Iran jails dissident student leader    Mon. 26 Sep 2005

 



AFP

TEHRAN - Iranian dissident student leader Ali Afshari has been sentenced to six years in jail for "attacking national security", a source close to him said Monday.

He was also sentenced to five years deprivation of civic rights, which bars him from holding any official post, such as teaching, as well as public speaking.

Afshari can appeal both Revolutionary Court verdicts.

The activist, a member of a pro-reform student movement known as the Office to Consolidate Unity, has spent three years behind bars since 2000 including one year in solitary confinement.

In 2001, Afshari appeared on Iranian state television confessing to a plot to overthrow the clerical regime and apologising to supreme leader Ayatollah Ali Khamenei for his "mistakes".

He later said he had made the confession under duress.

Afshari was among several dissidents who drew the ire of Iranian authorities by taking part in an academic and cultural conference in Berlin in April 2000.

Political and social reforms in Iran were publicly debated at the conference, held at the Heinrich Boell Institute and called "Iran After the Elections", referring to the then newly elected reformist-dominated parliament.

Iranian state television aired footage of the conference, which was frequently interrupted by Iranian exiled dissidents who slammed the clerical regime.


- _Exercise aim_:
Pictures do not belong in the copy. Return all of the entries exactly.

- _Data excerpts_:

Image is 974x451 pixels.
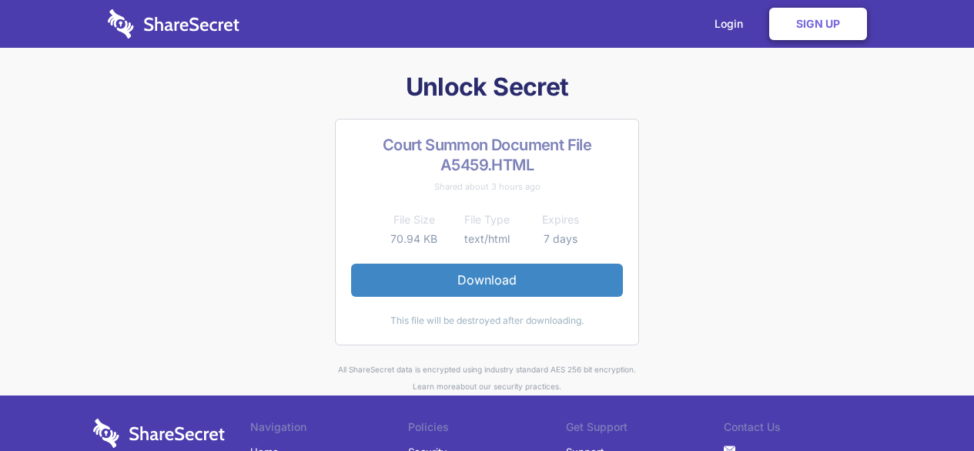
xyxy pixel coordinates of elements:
a: Download [351,263,623,296]
h2: Court Summon Document File A5459.HTML [351,135,623,175]
li: Contact Us [724,418,882,440]
td: text/html [451,230,524,248]
th: File Type [451,210,524,229]
a: Learn more [413,381,456,391]
div: Shared about 3 hours ago [351,178,623,195]
div: This file will be destroyed after downloading. [351,312,623,329]
li: Policies [408,418,566,440]
li: Navigation [250,418,408,440]
th: File Size [377,210,451,229]
td: 7 days [524,230,597,248]
td: 70.94 KB [377,230,451,248]
div: All ShareSecret data is encrypted using industry standard AES 256 bit encryption. about our secur... [93,361,882,395]
a: Sign Up [770,8,867,40]
th: Expires [524,210,597,229]
li: Get Support [566,418,724,440]
h1: Unlock Secret [93,71,882,103]
img: logo-wordmark-white-trans-d4663122ce5f474addd5e946df7df03e33cb6a1c49d2221995e7729f52c070b2.svg [108,9,240,39]
img: logo-wordmark-white-trans-d4663122ce5f474addd5e946df7df03e33cb6a1c49d2221995e7729f52c070b2.svg [93,418,225,448]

- _Expected output_:
Image is 974x451 pixels.
xyxy pixel coordinates of elements:
a: Download [351,263,623,296]
h2: Court Summon Document File A5459.HTML [351,135,623,175]
li: Contact Us [724,418,882,440]
td: text/html [451,230,524,248]
th: File Type [451,210,524,229]
a: Learn more [413,381,456,391]
div: Shared about 3 hours ago [351,178,623,195]
div: This file will be destroyed after downloading. [351,312,623,329]
li: Policies [408,418,566,440]
li: Navigation [250,418,408,440]
th: File Size [377,210,451,229]
td: 7 days [524,230,597,248]
td: 70.94 KB [377,230,451,248]
div: All ShareSecret data is encrypted using industry standard AES 256 bit encryption. about our secur... [93,361,882,395]
a: Sign Up [770,8,867,40]
th: Expires [524,210,597,229]
li: Get Support [566,418,724,440]
h1: Unlock Secret [93,71,882,103]
img: logo-wordmark-white-trans-d4663122ce5f474addd5e946df7df03e33cb6a1c49d2221995e7729f52c070b2.svg [108,9,240,39]
img: logo-wordmark-white-trans-d4663122ce5f474addd5e946df7df03e33cb6a1c49d2221995e7729f52c070b2.svg [93,418,225,448]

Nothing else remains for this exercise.